William the Conqueror is a good example. Karpathy says you want a model which doesn’t know the details of William’s life, but recognizes the name and can go from there. Vaguely recognizing William requires knowing a lot of stuff. You have some ideas about England, about people and names, about conquering. The model which vaguely remembers is much more like one that has memorized then one which doesn’t know. Or stronger, vaguely recognizing is of-a-kind with knowing. And then: reasoning tends to be about something. Any particular facts you might learn about William are interesting insofar as you have a sense of what William might have been like, how he might have failed, how things might have gone instead. We should not be unkind to historians. They are doing something besides making a big pile of facts, there is plenty of reasoning involved. But it is reasoning wrapped up with a whole set of particulars.
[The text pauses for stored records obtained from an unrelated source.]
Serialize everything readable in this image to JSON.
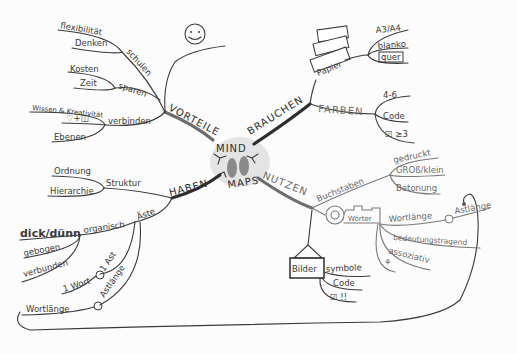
{
  "center": {
    "line1": "MIND",
    "line2": "MAPS"
  },
  "branches": {
    "vorteile": {
      "label": "VORTEILE",
      "sub": [
        {
          "label": "schulen",
          "leaves": [
            "flexibilität",
            "Denken"
          ]
        },
        {
          "label": "sparen",
          "leaves": [
            "Kosten",
            "Zeit"
          ]
        },
        {
          "label": "verbinden",
          "leaves": [
            "Wissen & Kreativität",
            "♡+◫",
            "Ebenen"
          ]
        }
      ],
      "icon": "smiley-icon"
    },
    "brauchen": {
      "label": "BRAUCHEN",
      "sub": [
        {
          "label": "Papier",
          "leaves": [
            "A3/A4",
            "blanko",
            "quer"
          ]
        },
        {
          "label": "FARBEN",
          "leaves": [
            "4-6",
            "Code",
            "☑ ≥3"
          ]
        }
      ]
    },
    "haben": {
      "label": "HABEN",
      "sub": [
        {
          "label": "Struktur",
          "leaves": [
            "Ordnung",
            "Hierarchie"
          ]
        },
        {
          "label": "Äste",
          "leaves": [
            "organisch",
            "dick/dünn",
            "gebogen",
            "verbunden",
            "1 Ast",
            "1 Wort",
            "Astlänge",
            "Wortlänge"
          ]
        }
      ]
    },
    "nutzen": {
      "label": "NUTZEN",
      "sub": [
        {
          "label": "Buchstaben",
          "leaves": [
            "gedruckt",
            "GROß/klein",
            "Betonung"
          ]
        },
        {
          "label": "Wörter",
          "leaves": [
            "Wortlänge",
            "Astlänge",
            "bedeutungstragend",
            "assoziativ",
            "⚘"
          ]
        },
        {
          "label": "Bilder",
          "leaves": [
            "symbole",
            "Code",
            "☑ !!"
          ]
        }
      ]
    }
  }
}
We might imagine that the way you learn to reason like this is similarly entangled. Some data is in the CC’s sense Junk, e.g. stock tickers. For Junk, you have got orthogonality, because there is no reasoning strategy to learn that could possibly help reduce loss. (Incidentally you will still want the model to know some Junk, e.g. even ARC-AGI keeps “core knowledge priors.”) However the complement of Junk isn’t Not Junk. Most stuff, like the WSJ, or the Wikipedia page for William the Conqueror, is Kinda Junk. It could encourage reasoning strategies; at least some memorization will still be necessary We do not expect even very strong models to, in the course of training, derive the details of William’s life . And of course you can always memorize more than you need to. It is because Kinda Junk is so expansive that worse than orthogonal is an interesting claim. But it is when we take most stuff as Kinda Junk that the prescription – we should clean out pretraining data, narrowing it down to the “cognitive components” – looks strangest.
Jeff Dean has numbers every engineer should know. Maybe it is super convenient for every engineer to know these numbers. Or take Jeff Dean seriously. Having the knowledge on hand will shape how you see things, e.g. when you are looking at a latency you want to naturally know whether it is alarmingly bad or perfectly normal or suspiciously low. Tricky: for humans, picking up a bunch of esoterica tends to be a natural byproduct of mastery. Clearly not sufficient, e.g. people who know a bunch of trivia. Sadly memorizing some latencies would span a relatively small portion of the distance between me and Jeff Dean.
Print out Jeff’s numbers and put them on your desk. Why can’t you “factor out” the whole problem of memory? If you don’t know something, look it up. This idea is at home in the CC parcel. We get the CC by way of contrast, it is set against excesses of the current paradigm (e3b0c442…). The CC is right that you shouldn’t use the model as a DB or encyclopedia, rather you should give the model an encyclopedia. Probably you will want them tightly coupled. But that is another thing. Leaving it there defers the problem to search. Search is not so easy. This imagines the most ambitious version. Simultaneously we suppose something CC-shaped is good for the job.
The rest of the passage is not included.